Great Balls of Floating Fire

Astronauts burn droplets of fuel in space to study combustion.

Great balls of fire!

In space, fuel burns in a sphere. The FLEX-2 experiment studies this type of combustion.

In space, a drop of fuel burns in a sphere, symmetrically sucking in oxygen and producing heat and gas equally on all sides. With no gravity to make hot gas rise, flames lack the teardrop shape they assume on Earth. “It’s a ball of fire, more or less,” explains Forman Williams, a combustion researcher at the University of California, San Diego.

Williams is the principal investigator for Flame Extinguishment Experiment 2, or FLEX-2, which studies these fireballs on board the International Space Station. Williams hopes his experiment will provide insight into the basic physics and chemistry of combustion, and lead to improved fire safety in space.

FLEX-2 takes place in the 560-pound Combustion Integrated Rack, which is located in the station’s Destiny lab module. Inside the rack, an apparatus about the size of a bread box can be filled with different mixtures of oxygen, nitrogen and helium gas. Tiny droplets of fuel, like methanol or heptane, are dispensed into the combustion zone through a syringe. “Since there is no gravity, the droplet just sits there,” Williams says. The droplets are ignited and can burn for up to 20 seconds or so (the exact time depends on the gas and fuel), shrinking as the fuel is consumed. While one camera records the droplet size, radiometers and an ultraviolet camera record the flame radiation, and another visible-light camera records the droplet and the flame.

Last summer, astronauts completed multiple rounds of experiments, typically doing four to 10 droplet burns in a session, twice a week. The first FLEX experiment studied the physics of flame extinction — how flames die out when there’s not enough fuel or oxygen — and was geared toward spacecraft safety. FLEX-2 is “more science-oriented,” says Williams, and is investigating fuel mixtures that might be used in high-efficiency automobile engines.



In the video above, a suspended droplet of heptane burns for a couple of seconds in a “hot flame,” then — when the scene appears mostly dark — burns in a “cool flame,” a steady, lower-temperature combustion. Finally, the droplet extinguishes in a bright orange vapor cloud.

 

The team has already made one interesting observation. “We were burning these heptane droplets out there on station, and we saw the hot flame extinguish, but the droplet kept decreasing in size. It was just like if it was burning, but we could not see any flame — it was almost like an invisible flame was causing these heptane droplets to burn steadily,” Williams says. “We didn’t even believe it for a year.” The team’s research was published in the December 2012 issue of the journal Combustion and Flame.

“Cool flames” have long been known to exist, but understanding more about how they work could help in the development of efficient, low-emission engines. Alternative fuels used by these types of engines often produce cool flames during combustion.

“If we hadn’t done these experiments in station, this phenomenon would not be known today, so we were really excited about that,” Williams says.

Rebecca Boyle is an Air & Space contributor based in St. Louis.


Exclude the pictures, then restate exactly each line of the data below from the first through the line containing "Image is 627x364 pixels.".

○ ○ ○ ○ ○

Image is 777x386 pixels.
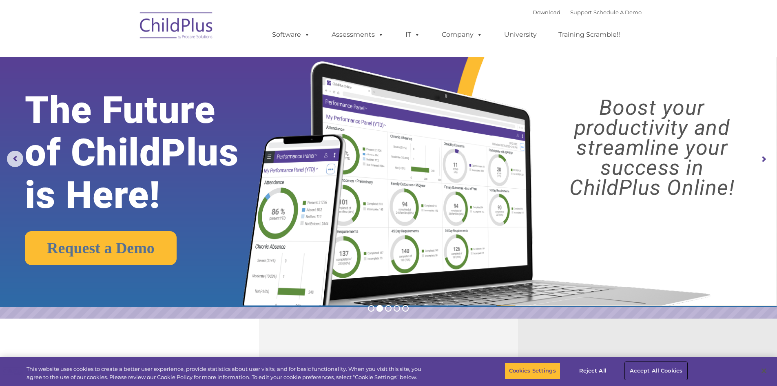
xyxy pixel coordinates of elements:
[113,87,148,93] span: Phone number
[27,365,428,381] div: This website uses cookies to create a better user experience, provide statistics about user visit...
[568,362,619,379] button: Reject All
[324,27,392,43] a: Assessments
[264,27,318,43] a: Software
[537,98,768,197] rs-layer: Boost your productivity and streamline your success in ChildPlus Online!
[533,9,561,16] a: Download
[25,89,273,216] rs-layer: The Future of ChildPlus is Here!
[25,231,177,265] a: Request a Demo
[505,362,561,379] button: Cookies Settings
[113,54,138,60] span: Last name
[496,27,545,43] a: University
[755,362,773,379] button: Close
[434,27,491,43] a: Company
[397,27,428,43] a: IT
[550,27,628,43] a: Training Scramble!!
[626,362,687,379] button: Accept All Cookies
[594,9,642,16] a: Schedule A Demo
[136,7,217,47] img: ChildPlus by Procare Solutions
[570,9,592,16] a: Support
[533,9,642,16] font: |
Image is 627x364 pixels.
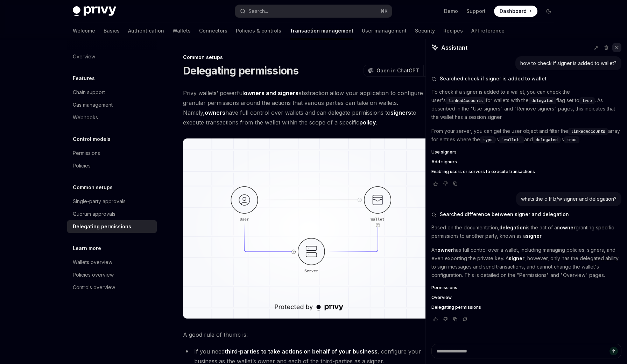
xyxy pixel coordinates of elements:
[73,197,125,205] div: Single-party approvals
[73,270,114,279] div: Policies overview
[67,147,157,159] a: Permissions
[67,220,157,233] a: Delegating permissions
[67,86,157,98] a: Chain support
[183,64,299,77] h1: Delegating permissions
[440,75,547,82] span: Searched check if signer is added to wallet
[73,149,100,157] div: Permissions
[67,195,157,208] a: Single-party approvals
[521,195,617,202] div: whats the diff b/w signer and delegation?
[432,246,622,280] p: An has full control over a wallet, including managing policies, signers, and even exporting the p...
[526,233,542,239] strong: signer
[432,75,622,82] button: Searched check if signer is added to wallet
[67,98,157,111] a: Gas management
[432,211,622,218] button: Searched difference between signer and delegation
[104,23,120,39] a: Basics
[521,60,617,67] div: how to check if signer is added to wallet?
[432,305,481,310] span: Delegating permissions
[432,295,452,300] span: Overview
[500,8,527,15] span: Dashboard
[67,111,157,124] a: Webhooks
[362,23,407,39] a: User management
[432,159,457,165] span: Add signers
[443,23,463,39] a: Recipes
[432,159,622,165] a: Add signers
[432,285,622,290] a: Permissions
[432,127,622,144] p: From your server, you can get the user object and filter the array for entries where the is and is .
[532,98,554,104] span: delegated
[509,255,525,261] strong: signer
[73,258,112,266] div: Wallets overview
[536,137,558,143] span: delegated
[67,208,157,220] a: Quorum approvals
[73,6,116,16] img: dark logo
[73,113,98,122] div: Webhooks
[377,67,420,74] span: Open in ChatGPT
[444,8,458,15] a: Demo
[73,74,95,83] h5: Features
[67,281,157,293] a: Controls overview
[483,137,493,143] span: type
[67,268,157,281] a: Policies overview
[73,222,131,231] div: Delegating permissions
[571,129,605,134] span: linkedAccounts
[381,9,387,14] span: ⌘ K
[415,23,435,39] a: Security
[73,101,112,109] div: Gas management
[432,305,622,310] a: Delegating permissions
[449,98,483,104] span: linkedAccounts
[502,137,522,143] span: 'wallet'
[199,23,227,39] a: Connectors
[567,137,577,143] span: true
[67,159,157,172] a: Policies
[73,23,95,39] a: Welcome
[432,169,535,174] span: Enabling users or servers to execute transactions
[205,109,226,116] strong: owners
[73,135,111,143] h5: Control models
[249,7,268,16] div: Search...
[432,88,622,121] p: To check if a signer is added to a wallet, you can check the user's for wallets with the flag set...
[432,295,622,300] a: Overview
[183,330,435,340] span: A good rule of thumb is:
[67,51,157,63] a: Overview
[494,6,538,17] a: Dashboard
[360,119,376,126] strong: policy
[244,90,299,97] a: owners and signers
[244,90,299,97] strong: owners and signers
[235,5,392,17] button: Search...⌘K
[437,247,453,253] strong: owner
[391,109,411,116] strong: signers
[67,256,157,268] a: Wallets overview
[236,23,281,39] a: Policies & controls
[432,285,457,290] span: Permissions
[432,224,622,240] p: Based on the documentation, is the act of an granting specific permissions to another party, know...
[172,23,191,39] a: Wallets
[560,224,576,231] strong: owner
[360,119,376,126] a: policy
[432,169,622,174] a: Enabling users or servers to execute transactions
[440,211,569,218] span: Searched difference between signer and delegation
[432,150,622,155] a: Use signers
[583,98,592,104] span: true
[183,88,435,127] span: Privy wallets’ powerful abstraction allow your application to configure granular permissions arou...
[471,23,505,39] a: API reference
[183,138,435,318] img: delegate
[183,54,435,61] div: Common setups
[73,162,91,170] div: Policies
[73,244,101,253] h5: Learn more
[610,347,618,355] button: Send message
[73,88,105,97] div: Chain support
[73,283,115,292] div: Controls overview
[543,6,555,17] button: Toggle dark mode
[442,43,468,52] span: Assistant
[499,224,526,231] strong: delegation
[73,183,112,192] h5: Common setups
[432,150,456,155] span: Use signers
[364,65,423,77] button: Open in ChatGPT
[466,8,486,15] a: Support
[73,52,95,61] div: Overview
[128,23,164,39] a: Authentication
[73,210,115,218] div: Quorum approvals
[290,23,354,39] a: Transaction management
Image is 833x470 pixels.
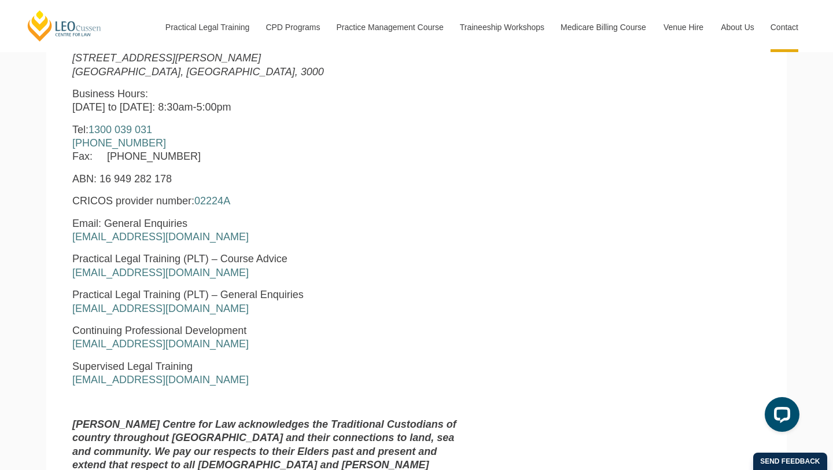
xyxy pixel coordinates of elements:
a: 1300 039 031 [89,124,152,135]
a: [PHONE_NUMBER] [72,137,166,149]
a: [EMAIL_ADDRESS][DOMAIN_NAME] [72,267,249,278]
span: Practical Legal Training (PLT) – General Enquiries [72,289,304,300]
a: Traineeship Workshops [451,2,552,52]
a: About Us [712,2,762,52]
a: Contact [762,2,807,52]
em: [STREET_ADDRESS][PERSON_NAME] [72,52,261,64]
p: Supervised Legal Training [72,360,467,387]
a: Practical Legal Training [157,2,257,52]
a: 02224A [194,195,230,207]
a: Practice Management Course [328,2,451,52]
a: Venue Hire [655,2,712,52]
a: Medicare Billing Course [552,2,655,52]
p: Practical Legal Training (PLT) – Course Advice [72,252,467,279]
iframe: LiveChat chat widget [756,392,804,441]
a: [EMAIL_ADDRESS][DOMAIN_NAME] [72,374,249,385]
a: [PERSON_NAME] Centre for Law [26,9,103,42]
p: Email: General Enquiries [72,217,467,244]
p: Tel: Fax: [PHONE_NUMBER] [72,123,467,164]
em: [GEOGRAPHIC_DATA], [GEOGRAPHIC_DATA], 3000 [72,66,324,78]
a: CPD Programs [257,2,328,52]
a: [EMAIL_ADDRESS][DOMAIN_NAME] [72,338,249,350]
p: Business Hours: [DATE] to [DATE]: 8:30am-5:00pm [72,87,467,115]
a: [EMAIL_ADDRESS][DOMAIN_NAME] [72,231,249,242]
a: [EMAIL_ADDRESS][DOMAIN_NAME] [72,303,249,314]
p: CRICOS provider number: [72,194,467,208]
p: Continuing Professional Development [72,324,467,351]
p: ABN: 16 949 282 178 [72,172,467,186]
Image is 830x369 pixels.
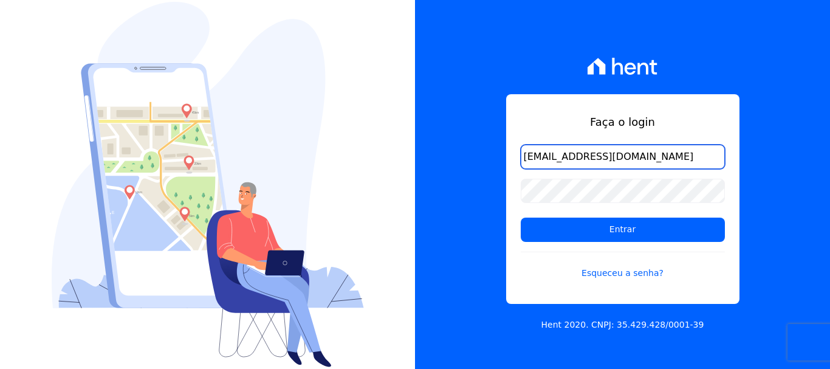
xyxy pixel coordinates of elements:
[521,252,725,279] a: Esqueceu a senha?
[521,145,725,169] input: Email
[541,318,704,331] p: Hent 2020. CNPJ: 35.429.428/0001-39
[52,2,364,367] img: Login
[521,114,725,130] h1: Faça o login
[521,218,725,242] input: Entrar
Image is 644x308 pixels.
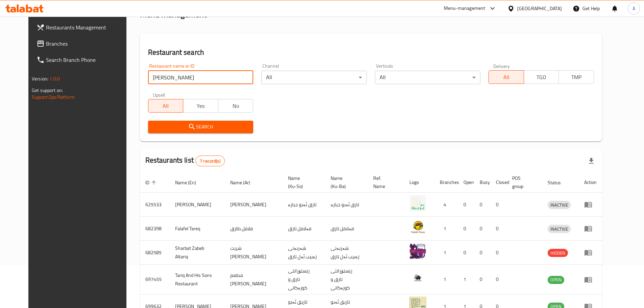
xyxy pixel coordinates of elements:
[404,172,434,192] th: Logo
[474,172,490,192] th: Busy
[325,216,368,241] td: فەلافل تارق
[434,241,458,265] td: 1
[282,216,325,241] td: فەلافل تارق
[330,174,359,191] span: Name (Ku-Ba)
[288,174,317,191] span: Name (Ku-So)
[151,101,181,111] span: All
[49,74,60,83] span: 1.0.0
[146,178,158,186] span: ID
[584,276,597,284] div: Menu
[512,174,534,191] span: POS group
[558,70,593,84] button: TMP
[409,243,426,260] img: Sharbat Zabeb Altariq
[140,192,170,216] td: 625533
[488,70,523,84] button: All
[547,201,570,209] div: INACTIVE
[183,99,218,112] button: Yes
[527,72,556,82] span: TGO
[325,192,368,216] td: تارق ئەبو جبارە
[170,265,225,295] td: Tariq And His Sons Restaurant
[146,155,225,166] h2: Restaurants list
[261,71,367,84] div: All
[582,153,599,169] div: Export file
[490,216,507,241] td: 0
[225,216,282,241] td: فلافل طارق
[32,92,75,102] a: Support.OpsPlatform
[578,172,602,192] th: Action
[434,192,458,216] td: 4
[140,9,206,20] h2: Menu management
[490,265,507,295] td: 0
[325,241,368,265] td: شەربەتی زەبیب ئەل تارق
[175,178,205,186] span: Name (En)
[46,23,131,32] span: Restaurants Management
[474,265,490,295] td: 0
[31,19,136,36] a: Restaurants Management
[547,178,569,186] span: Status
[225,192,282,216] td: [PERSON_NAME]
[140,241,170,265] td: 682585
[547,201,570,209] span: INACTIVE
[493,63,510,68] label: Delivery
[490,192,507,216] td: 0
[46,56,131,64] span: Search Branch Phone
[490,172,507,192] th: Closed
[148,71,254,84] input: Search for restaurant name or ID..
[584,201,597,209] div: Menu
[31,36,136,52] a: Branches
[31,52,136,68] a: Search Branch Phone
[140,216,170,241] td: 682398
[443,4,485,12] div: Menu-management
[325,265,368,295] td: رێستۆرانتی تارق و کورەکانی
[153,122,248,132] span: Search
[490,241,507,265] td: 0
[458,265,474,295] td: 1
[434,216,458,241] td: 1
[186,101,215,111] span: Yes
[225,265,282,295] td: مطعم [PERSON_NAME]
[373,174,395,191] span: Ref. Name
[632,5,635,12] span: A
[282,265,325,295] td: رێستۆرانتی تارق و کورەکانی
[170,216,225,241] td: Falafel Tareq
[458,216,474,241] td: 0
[584,225,597,232] div: Menu
[458,192,474,216] td: 0
[170,241,225,265] td: Sharbat Zabeb Altariq
[474,192,490,216] td: 0
[46,40,131,47] span: Branches
[474,216,490,241] td: 0
[547,249,567,257] span: HIDDEN
[148,121,254,133] button: Search
[523,70,559,84] button: TGO
[282,241,325,265] td: شەربەتی زەبیب ئەل تارق
[140,265,170,295] td: 697455
[547,225,570,233] span: INACTIVE
[196,156,225,166] div: Total records count
[409,270,426,286] img: Tariq And His Sons Restaurant
[218,99,254,112] button: No
[458,241,474,265] td: 0
[409,219,426,236] img: Falafel Tareq
[32,86,63,95] span: Get support on:
[196,158,225,164] span: 7 record(s)
[491,72,521,82] span: All
[474,241,490,265] td: 0
[225,241,282,265] td: شربت [PERSON_NAME]
[32,74,48,83] span: Version:
[517,5,562,12] div: [GEOGRAPHIC_DATA]
[230,178,259,186] span: Name (Ar)
[584,248,597,256] div: Menu
[170,192,225,216] td: [PERSON_NAME]
[458,172,474,192] th: Open
[547,276,564,284] span: OPEN
[434,265,458,295] td: 1
[148,47,593,57] h2: Restaurant search
[561,72,591,82] span: TMP
[409,195,426,211] img: Tariq Abu Jbarah
[148,99,183,112] button: All
[221,101,250,111] span: No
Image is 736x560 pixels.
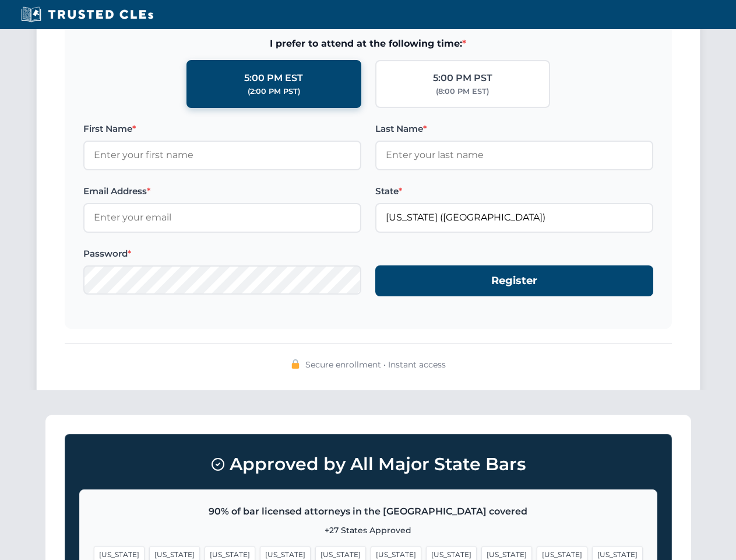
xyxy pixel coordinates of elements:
[94,503,643,519] p: 90% of bar licensed attorneys in the [GEOGRAPHIC_DATA] covered
[433,71,492,86] div: 5:00 PM PST
[83,184,362,198] label: Email Address
[375,122,653,136] label: Last Name
[79,448,657,480] h3: Approved by All Major State Bars
[375,141,653,170] input: Enter your last name
[375,265,653,297] button: Register
[305,358,446,370] span: Secure enrollment • Instant access
[375,203,653,232] input: Florida (FL)
[83,203,362,232] input: Enter your email
[245,71,303,86] div: 5:00 PM EST
[83,36,653,51] span: I prefer to attend at the following time:
[291,359,300,368] img: 🔒
[375,184,653,198] label: State
[94,524,643,536] p: +27 States Approved
[436,86,489,98] div: (8:00 PM EST)
[83,141,362,170] input: Enter your first name
[83,122,362,136] label: First Name
[17,6,156,24] img: Trusted CLEs
[248,86,300,98] div: (2:00 PM PST)
[83,247,362,260] label: Password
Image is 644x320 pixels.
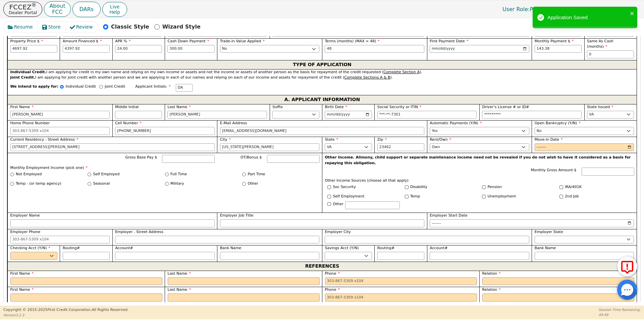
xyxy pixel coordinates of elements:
label: Self Employment [333,194,364,200]
p: Classic Style [111,23,149,31]
span: Suffix [272,105,283,109]
u: Complete Section A [383,70,420,74]
button: close [630,9,634,17]
label: Seasonal [93,181,110,187]
input: Y/N [327,195,331,198]
div: I am applying for credit in my own name and relying on my own income or assets and not the income... [11,69,634,75]
span: All Rights Reserved. [92,308,129,312]
a: User Role:Primary [496,3,557,16]
input: 000-00-0000 [377,111,477,119]
strong: Joint Credit. [11,75,35,80]
span: Birth Date [324,105,347,109]
span: Employer State [535,230,563,234]
span: Employer Start Date [430,213,467,218]
button: DARs [72,2,101,17]
p: Session Time Remaining: [599,307,640,312]
span: APR % [115,39,130,44]
span: Gross Base Pay $ [126,155,157,160]
span: Relation [482,271,500,276]
p: Primary [496,3,557,16]
input: xx.xx% [115,45,162,53]
span: Employer City [324,230,350,234]
span: Employer Job Title [220,213,254,218]
label: Pension [488,184,502,190]
span: Review [76,23,93,31]
div: Application Saved [547,14,628,22]
p: FCC [49,9,65,15]
p: Other Income Sources (choose all that apply) [325,178,634,184]
span: Monthly Payment $ [535,39,574,44]
input: Y/N [559,195,563,198]
sup: ® [32,2,36,8]
span: TYPE OF APPLICATION [293,61,352,69]
span: Relation [482,287,500,292]
input: 303-867-5309 x104 [11,236,110,244]
label: Soc Security [333,184,356,190]
span: Last Name [168,271,191,276]
span: Cell Number [115,121,141,125]
span: Current Residency - Street Address [11,137,79,142]
span: Checking Acct (Y/N) [11,246,50,250]
span: Cash Down Payment [167,39,209,44]
span: Terms (months) (MAX = 48) [324,39,376,44]
input: Y/N [405,195,408,198]
button: Store [38,22,66,33]
strong: Individual Credit. [11,70,46,74]
p: Other Income. Alimony, child support or separate maintenance income need not be revealed if you d... [325,155,634,166]
span: Help [109,9,120,15]
u: Complete Sections A & B [344,75,390,80]
input: YYYY-MM-DD [430,219,634,227]
span: First Name [11,105,34,109]
p: 49:49 [599,312,640,317]
button: AboutFCC [44,1,70,17]
label: 2nd Job [565,194,579,200]
input: Y/N [405,185,408,189]
label: Part Time [248,171,265,177]
span: Phone [325,287,340,292]
input: 0 [587,51,634,58]
label: Other [333,201,343,207]
span: E-Mail Address [220,121,247,125]
span: City [220,137,231,142]
label: Unemployment [488,194,516,200]
button: FCCEZ®Dealer Portal [4,2,42,17]
input: 90210 [377,143,424,152]
span: Same As Cash (months) [587,39,613,49]
input: 303-867-5309 x104 [325,294,477,302]
button: 3649A:[PERSON_NAME] [559,4,640,15]
span: REFERENCES [305,262,339,271]
button: Resume [4,22,38,33]
span: Monthly Gross Amount $ [531,168,576,172]
label: Other [248,181,258,187]
label: Military [170,181,184,187]
p: Copyright © 2015- 2025 First Credit Corporation. [4,307,129,313]
p: Individual Credit [66,84,96,90]
label: Full Time [170,171,187,177]
input: Y/N [559,185,563,189]
button: LiveHelp [102,2,127,17]
span: First Name [11,271,34,276]
label: Temp - (or temp agency) [16,181,61,187]
label: IRA/401K [565,184,582,190]
input: YYYY-MM-DD [324,111,371,119]
span: Automatic Payments (Y/N) [430,121,482,125]
span: Move-in Date [535,137,563,142]
label: Temp [410,194,420,200]
span: Amount Financed $ [63,39,102,44]
span: First Payment Date [430,39,468,44]
span: We intend to apply for: [11,84,59,95]
p: Dealer Portal [9,11,37,15]
span: Social Security or ITIN [377,105,421,109]
span: A. APPLICANT INFORMATION [284,95,360,104]
span: User Role : [502,6,529,12]
span: Applicant Initials: [135,84,171,89]
span: Phone [325,271,340,276]
span: Home Phone Number [11,121,50,125]
button: Review [65,22,98,33]
span: Middle Initial [115,105,138,109]
input: Y/N [327,185,331,189]
span: Trade-in Value Applied [220,39,265,44]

○ ○ ○ ○ ○

» **Solution below**:
Image is 777x386 pixels.
xyxy pixel coordinates of elements:
[113,87,148,93] span: Phone number
[27,365,428,381] div: This website uses cookies to create a better user experience, provide statistics about user visit...
[568,362,619,379] button: Reject All
[324,27,392,43] a: Assessments
[264,27,318,43] a: Software
[537,98,768,197] rs-layer: Boost your productivity and streamline your success in ChildPlus Online!
[533,9,561,16] a: Download
[25,89,273,216] rs-layer: The Future of ChildPlus is Here!
[25,231,177,265] a: Request a Demo
[505,362,561,379] button: Cookies Settings
[113,54,138,60] span: Last name
[496,27,545,43] a: University
[755,362,773,379] button: Close
[434,27,491,43] a: Company
[397,27,428,43] a: IT
[550,27,628,43] a: Training Scramble!!
[626,362,687,379] button: Accept All Cookies
[594,9,642,16] a: Schedule A Demo
[136,7,217,47] img: ChildPlus by Procare Solutions
[570,9,592,16] a: Support
[533,9,642,16] font: |
Image is 627x364 pixels.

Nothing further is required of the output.